Here's another attempt to explain the overparameterisation enigma found in deep learning ($p >> n$).

  • to fit (interpolate) $n$ data points of $d$ dimensions, one requires $nd$ parameters if one wants a smooth function (without the smoothness, $n$ should suffice)
  • thus, the overparameterisation is necessary to ensure smoothness (which implies robustness)

Their theorem/proof works in the contrapositive: for any function class smoothly parameterised by $p$ parameters (each of size at most $\text{poly}(n,d)$), and any $d$-dimensional data distribution satisfying mild regularity conditions, then any function in this class that fits the data below the noise level must have Lipschitz constant larger than $\sqrt{\dfrac{nd}{p}}$.

  • note that this result doesn't say that you'll fit a smooth function if you're overparameterising -- just that if you don't have enough parameters, then there's no way you're fitting a smooth one.

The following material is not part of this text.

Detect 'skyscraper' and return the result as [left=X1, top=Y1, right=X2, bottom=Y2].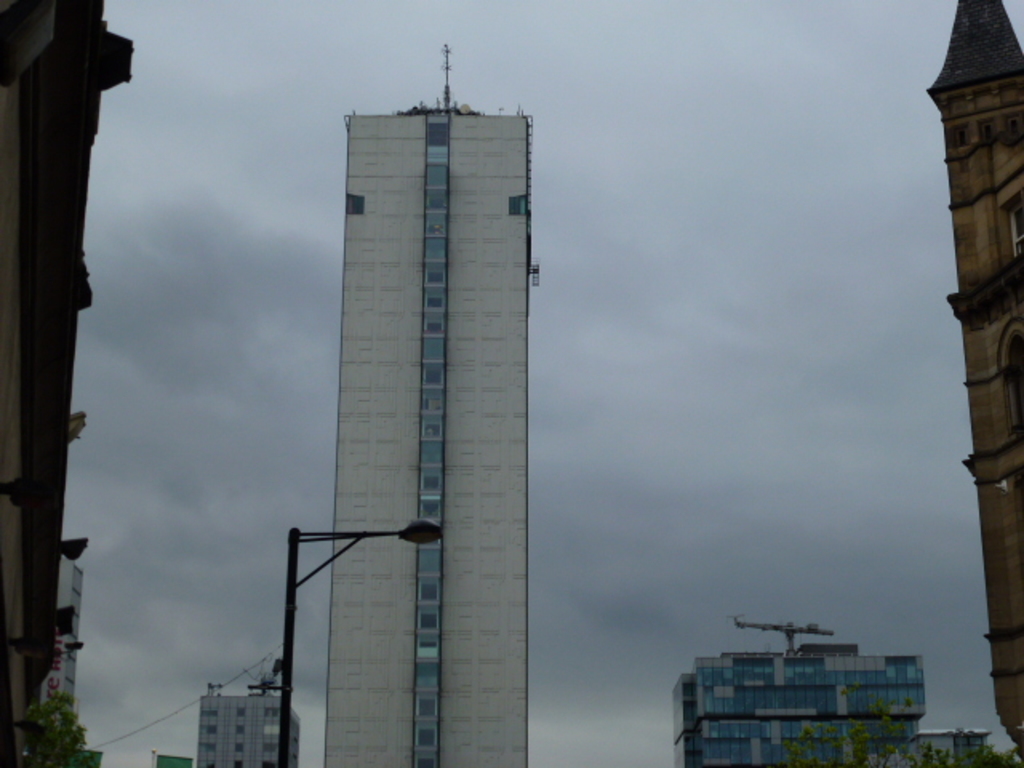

    • thus, in the context of scale (à la [[gpt3]]), this result says that scale is necessary to achieve robustness (though not sufficient).
  • the noise level here is defined as the expected conditional variance $\sigma^2 := \mathbb{E}_{\mu}\left[\text{Var}(y \mid x)\right] > 0$. noise is necessary from a theoretical perspective, as it prevents fitting a smooth classifier with perfect accuracy.